RETURNING VILLAIN SEEKS TO FINISH WHAT HE STARTED
fresh from wreaking havoc in a small Wexford fishing village, from destroying lives, marriages and careers, Scott Carluccio Randall is back.
In this, the follow up to They All Fall Down, he finds himself in Morocco, licking his wounds, taking stock of his situation, his sole purpose returning to Wexford, finishing what he started, exacting revenge on those responsible for landing him in this sorry mess.
Yet he’s making the most of his circumstances, submerging himself in the Marrakesh nightlife; womanising, drinking, indulging, living it up while he plots out his future.
Life in the fastlane doesn’t come cheap however, and in order to maintain the standard of excellence he is accustomed to Scott gravitates towards the seedier characters in his new home town.
On top of the usual drug running and extortion he is now trafficking women, wining and dining innocent newcomers, charming them, promising them the world, and then dumping them in the laps of local pimps and hustlers.
But this is all just a distraction, a means to an end. Scott yearns for home, for the lush fields of Wexford, the sandy beaches, the salty air, and his old friends Jen and Andy.
They remain in their old house, now married, trying for a baby. Or are they? Because while Andy is keen to be a father, to add to the clan, Jen is otherwise occupied. Despite counselling and medication she is struggling to overcome her past, to banish all thoughts of Scott from her mind.
And the thought of bringing a new life into the world when she’s not even sure she wants to continue her own terrifies her. So she lies to her husband, pretends she’s not taking contraceptives, that it’s only a matter of time before young Danny has a brother or sister.
Because in Jen’s mind they can never truly hope to move on until Scott is in the ground, until he is six feet deep and incapable of hurting her or her family.
Although There Was A Crooked Man features the same cast of characters as its predecessor, and is very much of the same mould, there are some subtle differences in how its story is told.
Whereas They All Fall Down boiled and bubbled early on, showing its hand to readers in the opening two acts, its follow-up opts to keep things simmering, to build to one rousing finale. You know its coming, that the show-down is inevitable, but the journey there is measured, more detailed.
Hogan takes the time to show us round Marrakesh, to bring us into its bustling, claustrophobic markets, its dusty, dirty side streets, the parts tourists don’t always see, aren’t allowed see.
From there we stop, briefly, in Berlin, a city still rebuilding itself, still remodelling itself after years under communist rule. These cities are accurately protrayed by an author flexing her descriptive muscles, an author willing to take a departure from that which made her previous work such a success.
Rather than detract from the thrust of the story, this adds more weight to proceedings, allows the reader to accompany Scott, and to a lesser extent Jen, into the heart of darkness.
Providing further insight into the world of Mr Carluccio Randall is a new, first-person perspective. Whereas They All Fall Down was written entirely in the third-person, in its successor we get to see how the mind of a egotistical sociopath works.
All Scott’s chapters are told from his perspective, his bleak, twisted thought processes as deluded as they are nefarious.
Because ultimately he must play second fiddle to the book’s true hero, or heroine as is the case. In Hogan’s writing the women are the strong ones, perhaps not physically or often times, emotionally, but they are possessed of an inner strength unlike anything Scott Carluccio Randall or any of his cronies can muster.
And the strongest woman of all is Jen. She may have been left battered and bruised by her adversary, left on the brink of breakdown following the most traumatic of experiences, but is she that emerges as the antidote to Scott’s poison.
Fittingly, she is not a pitched as a superheroine, a fearless, femme fatale ready to mete out justice by any means necessary. But as a mother, a wife, a woman with fears and insecurities. She fights only because she has to, because the survival of her child depends on it.
A mother’s love, her maternal instincts, drives Jen to overcome her demons, to face her greatest fears, and although the author stresses this is not a feminist novel, its leading lady is one very much of her time, and very much a heroine, however unwitting.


REQUIREMENT
Nothing but the data itself, reproduced exactly, is the expected answer.

==== DATA PROVIDED

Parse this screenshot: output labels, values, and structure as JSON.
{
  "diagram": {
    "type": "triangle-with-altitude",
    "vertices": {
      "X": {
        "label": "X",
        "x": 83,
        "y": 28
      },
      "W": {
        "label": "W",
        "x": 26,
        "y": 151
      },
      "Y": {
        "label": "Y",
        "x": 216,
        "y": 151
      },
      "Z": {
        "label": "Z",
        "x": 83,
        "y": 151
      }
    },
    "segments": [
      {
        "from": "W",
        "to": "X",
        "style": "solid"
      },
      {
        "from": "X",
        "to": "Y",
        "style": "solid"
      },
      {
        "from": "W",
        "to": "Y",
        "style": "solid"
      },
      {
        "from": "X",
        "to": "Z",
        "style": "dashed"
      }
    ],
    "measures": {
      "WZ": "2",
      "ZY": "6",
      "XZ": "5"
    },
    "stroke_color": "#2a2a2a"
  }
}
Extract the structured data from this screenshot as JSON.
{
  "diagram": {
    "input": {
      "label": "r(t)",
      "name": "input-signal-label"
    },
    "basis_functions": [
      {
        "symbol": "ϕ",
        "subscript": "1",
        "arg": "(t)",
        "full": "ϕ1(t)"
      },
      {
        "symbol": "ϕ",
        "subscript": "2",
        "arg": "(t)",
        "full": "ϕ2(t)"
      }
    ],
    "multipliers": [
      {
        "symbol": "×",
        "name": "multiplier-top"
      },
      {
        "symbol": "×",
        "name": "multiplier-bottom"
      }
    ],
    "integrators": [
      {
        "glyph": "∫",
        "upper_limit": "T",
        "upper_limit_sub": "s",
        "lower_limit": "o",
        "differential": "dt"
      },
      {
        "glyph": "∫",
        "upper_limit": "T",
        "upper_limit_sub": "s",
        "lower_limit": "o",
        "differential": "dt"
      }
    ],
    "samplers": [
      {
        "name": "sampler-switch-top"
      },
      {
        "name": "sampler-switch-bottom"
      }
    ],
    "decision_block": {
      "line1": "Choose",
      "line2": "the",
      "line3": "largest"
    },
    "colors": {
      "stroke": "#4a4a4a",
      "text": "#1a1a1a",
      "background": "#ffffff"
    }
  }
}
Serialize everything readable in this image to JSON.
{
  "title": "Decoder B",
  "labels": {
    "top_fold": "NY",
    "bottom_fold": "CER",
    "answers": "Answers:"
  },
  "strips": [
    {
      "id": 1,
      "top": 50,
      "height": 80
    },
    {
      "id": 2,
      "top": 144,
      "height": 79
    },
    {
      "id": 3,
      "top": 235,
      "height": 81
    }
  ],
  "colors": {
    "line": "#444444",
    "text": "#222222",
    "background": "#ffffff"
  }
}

========

SOLUTION
Parse this screenshot: output labels, values, and structure as JSON.
{
  "diagram": {
    "type": "triangle-with-altitude",
    "vertices": {
      "X": {
        "label": "X",
        "x": 83,
        "y": 28
      },
      "W": {
        "label": "W",
        "x": 26,
        "y": 151
      },
      "Y": {
        "label": "Y",
        "x": 216,
        "y": 151
      },
      "Z": {
        "label": "Z",
        "x": 83,
        "y": 151
      }
    },
    "segments": [
      {
        "from": "W",
        "to": "X",
        "style": "solid"
      },
      {
        "from": "X",
        "to": "Y",
        "style": "solid"
      },
      {
        "from": "W",
        "to": "Y",
        "style": "solid"
      },
      {
        "from": "X",
        "to": "Z",
        "style": "dashed"
      }
    ],
    "measures": {
      "WZ": "2",
      "ZY": "6",
      "XZ": "5"
    },
    "stroke_color": "#2a2a2a"
  }
}
Extract the structured data from this screenshot as JSON.
{
  "diagram": {
    "input": {
      "label": "r(t)",
      "name": "input-signal-label"
    },
    "basis_functions": [
      {
        "symbol": "ϕ",
        "subscript": "1",
        "arg": "(t)",
        "full": "ϕ1(t)"
      },
      {
        "symbol": "ϕ",
        "subscript": "2",
        "arg": "(t)",
        "full": "ϕ2(t)"
      }
    ],
    "multipliers": [
      {
        "symbol": "×",
        "name": "multiplier-top"
      },
      {
        "symbol": "×",
        "name": "multiplier-bottom"
      }
    ],
    "integrators": [
      {
        "glyph": "∫",
        "upper_limit": "T",
        "upper_limit_sub": "s",
        "lower_limit": "o",
        "differential": "dt"
      },
      {
        "glyph": "∫",
        "upper_limit": "T",
        "upper_limit_sub": "s",
        "lower_limit": "o",
        "differential": "dt"
      }
    ],
    "samplers": [
      {
        "name": "sampler-switch-top"
      },
      {
        "name": "sampler-switch-bottom"
      }
    ],
    "decision_block": {
      "line1": "Choose",
      "line2": "the",
      "line3": "largest"
    },
    "colors": {
      "stroke": "#4a4a4a",
      "text": "#1a1a1a",
      "background": "#ffffff"
    }
  }
}
Serialize everything readable in this image to JSON.
{
  "title": "Decoder B",
  "labels": {
    "top_fold": "NY",
    "bottom_fold": "CER",
    "answers": "Answers:"
  },
  "strips": [
    {
      "id": 1,
      "top": 50,
      "height": 80
    },
    {
      "id": 2,
      "top": 144,
      "height": 79
    },
    {
      "id": 3,
      "top": 235,
      "height": 81
    }
  ],
  "colors": {
    "line": "#444444",
    "text": "#222222",
    "background": "#ffffff"
  }
}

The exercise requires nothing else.